The smaller Dragon Q5E measures 65 x 56 mm and uses the Dragonwing QCS6690, a 4nm octa-core Kryo 7-series chip paired with an Adreno 7-series GPU, a Hexagon DSP with HVX and HMX, and an AI accelerator rated at 6 TOPS. It tops out at 16GB of LPDDR5, supports 4K H.264/H.265 encode at 60 fps and 4K decode at 120 fps, and includes dual 2.5GbE (one with optional PoE), HDMI up to 1080p90, a 4-lane MIPI DSI connector, a MIPI CSI input for up to 32MP cameras, microSD, UFS, and a 40-pin GPIO header. Radxa says it will ship with Debian-based Radxa OS and Ubuntu support.

On the NAS side, Radxa is teaming up with FeiNiu to ship two units running fnOS. The DragonStation is a six-bay all-NVMe box with 10GbE networking and an AI accelerator card the company claims can run 120B-parameter local models and agent frameworks. The DragonBay is a more conventional four-bay NAS on an unnamed Qualcomm mobile platform, targeting media libraries, photo archiving, and multi-user file collaboration. Specifications beyond that remain under wraps.

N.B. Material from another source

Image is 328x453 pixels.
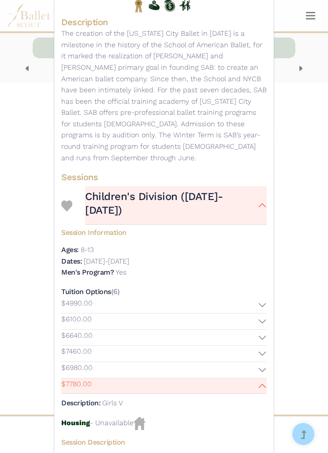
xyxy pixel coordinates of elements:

The broader 2026 roadmap, shared via SBCWiki on X, also includes Raspberry Pi Compute Module-compatible modules, a cluster system based on the Dragonwing IQ-9075 (the same 200 TOPS chip inside the Fogwise AIRbox Q900), and the high-end RoboX Q1000 robotics platform with a matching rCore-Q1000 system-on-module. Pricing for the Dragon Q8B and Q5E was expected at the developer event but has not yet been made public.